I take a more nuanced approach than the binary response you indicated above. All I'm suggesting is we can't presume reliability of Ward Carroll is putting out, specifically because he is on the social media sensationalism-to-get-clicks gravy train.
 

taxi1

Well-Known Member
pilot
I take a more nuanced approach than the binary response you indicated above. All I'm suggesting is we can't presume reliability of Ward Carroll is putting out, specifically because he is on the social media sensationalism-to-get-clicks gravy train.

I'm with you.
 

Flash

SEVAL/ECMO
None
Super Moderator
Contributor
Here is a good article on the apparent scope and why the Chinese might be using balloons for intel collection. I've been a little disappointed with even some of the smarter commentary questioning why the Chinese would use balloons for intel and trying to discern some deeper meaning from it when it is probably pretty simple why:

1 - Cost - It is cheap, especially when compared to a satellite
2 - Persistence (and Access) - As was obvious by the amount of time it took to fly across the country, they can stick around and observe things a lot longer than a satellite in LEO.
3 - Fidelity - Sensors are going to get a lot better info from 20 km than 300 km.

But there is a much higher risk to sending a balloon through sovereign airspace, so why were the Chinese willing to take the risk? They seem to have gotten away with it for years and with the relatively small cost it was apparently worth it to whoever was doing it.

Which brings to mind that this might be a case of someone doing what they want without many others, or anyone, not knowing what they were doing to include those in charge.

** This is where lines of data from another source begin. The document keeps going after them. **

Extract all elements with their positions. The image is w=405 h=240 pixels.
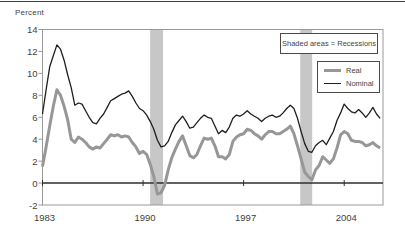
- gdp-growth-chart: Percent 14121086420-2 1983199019972004 S…: [0, 0, 405, 240]
- legend-row-real: Real: [324, 66, 379, 75]
- y-axis-tick-label: 4: [14, 134, 38, 145]
- y-axis-tick-label: -2: [14, 200, 38, 211]
- plot-frame: [43, 30, 384, 206]
- x-axis-tick-label: 1983: [28, 212, 62, 223]
- y-axis-title: Percent: [15, 8, 44, 17]
- y-axis-tick-label: 14: [14, 24, 38, 35]
- recession-band: [150, 30, 163, 206]
- y-axis-tick-label: 10: [14, 68, 38, 79]
- y-axis-tick-label: 2: [14, 156, 38, 167]
- nominal-legend-label: Nominal: [346, 79, 374, 88]
- y-axis-tick-label: 0: [14, 178, 38, 189]
- y-axis-tick-label: 12: [14, 46, 38, 57]
- real-legend-label: Real: [346, 66, 361, 75]
- y-axis-tick-label: 8: [14, 90, 38, 101]
- x-axis-tick-label: 1990: [128, 212, 162, 223]
- recession-note-text: Shaded areas = Recessions: [282, 39, 376, 48]
- real-line-swatch: [324, 69, 341, 72]
- legend-row-nominal: Nominal: [324, 79, 379, 88]
- recession-note-box: Shaded areas = Recessions: [280, 33, 378, 54]
- series-legend: Real Nominal: [317, 61, 380, 93]
- nominal-line-swatch: [324, 83, 341, 85]
- y-axis-tick-label: 6: [14, 112, 38, 123]
- x-axis-tick-label: 2004: [329, 212, 363, 223]
- x-axis-tick-label: 1997: [229, 212, 263, 223]
- series-line-real: [43, 90, 381, 194]
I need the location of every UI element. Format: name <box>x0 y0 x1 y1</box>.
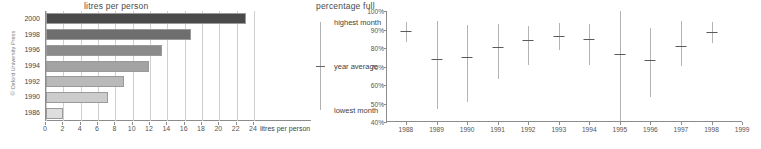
bar-row <box>46 92 254 103</box>
y-axis-tick-mark <box>384 67 387 68</box>
y-axis-tick-mark <box>384 122 387 123</box>
y-axis-tick-label: 80% <box>371 45 384 52</box>
y-axis-tick-label: 70% <box>371 63 384 70</box>
bar-row <box>46 45 254 56</box>
average-marker <box>614 54 625 55</box>
x-axis-tick-label: 4 <box>78 125 82 132</box>
range-bar <box>589 24 590 65</box>
y-axis-tick-label: 1996 <box>0 46 40 53</box>
y-axis-tick-label: 100% <box>367 8 384 15</box>
bar <box>46 76 124 87</box>
x-axis-tick-mark <box>149 122 150 125</box>
gridline-vertical <box>254 11 255 121</box>
x-axis-tick-label: 10 <box>128 125 136 132</box>
x-axis-tick-mark <box>184 122 185 125</box>
average-marker <box>492 47 503 48</box>
plot-area-right: 40%50%60%70%80%90%100%198819891990199119… <box>386 11 742 122</box>
legend-item-lowest-month: lowest month <box>334 106 378 115</box>
x-axis-tick-mark <box>406 122 407 125</box>
figure-pair: © Oxford University Press litres per per… <box>0 0 761 149</box>
x-axis-tick-label: 1991 <box>490 126 505 133</box>
y-axis-tick-mark <box>384 104 387 105</box>
average-marker <box>400 31 411 32</box>
range-bar <box>681 21 682 66</box>
x-axis-tick-mark <box>166 122 167 125</box>
plot-area-left <box>45 11 253 121</box>
x-axis-tick-label: 1998 <box>704 126 719 133</box>
range-bar <box>467 25 468 102</box>
x-axis-tick-label: 24 <box>249 125 257 132</box>
x-axis-tick-mark <box>467 122 468 125</box>
x-axis-tick-label: 1994 <box>582 126 597 133</box>
range-bar <box>498 24 499 79</box>
x-axis-tick-mark <box>114 122 115 125</box>
x-axis-tick-label: 1989 <box>429 126 444 133</box>
range-bar <box>650 28 651 97</box>
x-axis-tick-mark <box>437 122 438 125</box>
chart-percentage-full: percentage full highest month year avera… <box>300 0 761 149</box>
y-axis-tick-label: 50% <box>371 100 384 107</box>
x-axis-line <box>46 120 311 121</box>
average-marker <box>431 59 442 60</box>
x-axis-tick-mark <box>559 122 560 125</box>
bar-row <box>46 13 254 24</box>
x-axis-tick-label: 1993 <box>551 126 566 133</box>
y-axis-tick-label: 90% <box>371 26 384 33</box>
x-axis-tick-label: 2 <box>60 125 64 132</box>
range-bar <box>437 21 438 109</box>
x-axis-tick-mark <box>253 122 254 125</box>
bar-row <box>46 29 254 40</box>
x-axis-tick-label: 22 <box>232 125 240 132</box>
x-axis-tick-label: 18 <box>197 125 205 132</box>
x-axis-tick-mark <box>712 122 713 125</box>
average-marker <box>645 60 656 61</box>
y-axis-tick-label: 60% <box>371 82 384 89</box>
y-axis-tick-label: 1998 <box>0 31 40 38</box>
y-axis-tick-mark <box>384 85 387 86</box>
x-axis-tick-mark <box>589 122 590 125</box>
x-axis-tick-mark <box>97 122 98 125</box>
x-axis-tick-label: 1995 <box>613 126 628 133</box>
x-axis-tick-mark <box>201 122 202 125</box>
bar <box>46 29 191 40</box>
chart-title-right: percentage full <box>316 1 375 11</box>
y-axis-tick-mark <box>384 11 387 12</box>
range-bar <box>620 11 621 121</box>
y-axis-tick-label: 1986 <box>0 109 40 116</box>
average-marker <box>462 57 473 58</box>
average-marker <box>706 32 717 33</box>
x-axis-tick-mark <box>681 122 682 125</box>
y-axis-tick-label: 1992 <box>0 78 40 85</box>
x-axis-tick-mark <box>742 122 743 125</box>
average-marker <box>523 40 534 41</box>
x-axis-tick-label: 1988 <box>399 126 414 133</box>
average-marker <box>584 39 595 40</box>
x-axis-tick-mark <box>236 122 237 125</box>
bar-row <box>46 108 254 119</box>
x-axis-tick-label: 6 <box>95 125 99 132</box>
x-axis-tick-mark <box>80 122 81 125</box>
x-axis-tick-label: 20 <box>214 125 222 132</box>
legend-average-tick-icon <box>316 66 325 67</box>
y-axis-tick-label: 2000 <box>0 15 40 22</box>
bar-row <box>46 61 254 72</box>
x-axis-tick-mark <box>620 122 621 125</box>
range-bar <box>528 26 529 65</box>
x-axis-tick-mark <box>218 122 219 125</box>
bar <box>46 61 149 72</box>
bar-row <box>46 76 254 87</box>
average-marker <box>553 36 564 37</box>
bar <box>46 108 63 119</box>
x-axis-tick-mark <box>650 122 651 125</box>
bar <box>46 92 108 103</box>
bar <box>46 45 162 56</box>
y-axis-tick-label: 40% <box>371 119 384 126</box>
x-axis-tick-mark <box>45 122 46 125</box>
bar <box>46 13 246 24</box>
x-axis-tick-label: 0 <box>43 125 47 132</box>
x-axis-tick-label: 1990 <box>460 126 475 133</box>
x-axis-tick-label: 1992 <box>521 126 536 133</box>
x-axis-tick-mark <box>528 122 529 125</box>
average-marker <box>675 46 686 47</box>
y-axis-tick-label: 1990 <box>0 93 40 100</box>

It appears that not everyone in the Chinese government was on the same sheet of music with the foreign policy folks seemingly to have been caught completely off guard, as was the government as a whole. As with any large country there is an equally large bureaucracy but since China is authoritarian there is little in the way of checks and balances with the party, military and security services doing whatever the hell they want. Like a Chinese govie version of Cartman.

1675884346771.png

P.S. Any resemblance to @CommodoreMid is purely coincidental.
 

Austin-Powers

Powers By Name, Powers By Reputation
I just find it particularly funny that the Air Force got a balloon kill in the F-22 while in 2017 an F-18 bagged a Fitter over Syria. ??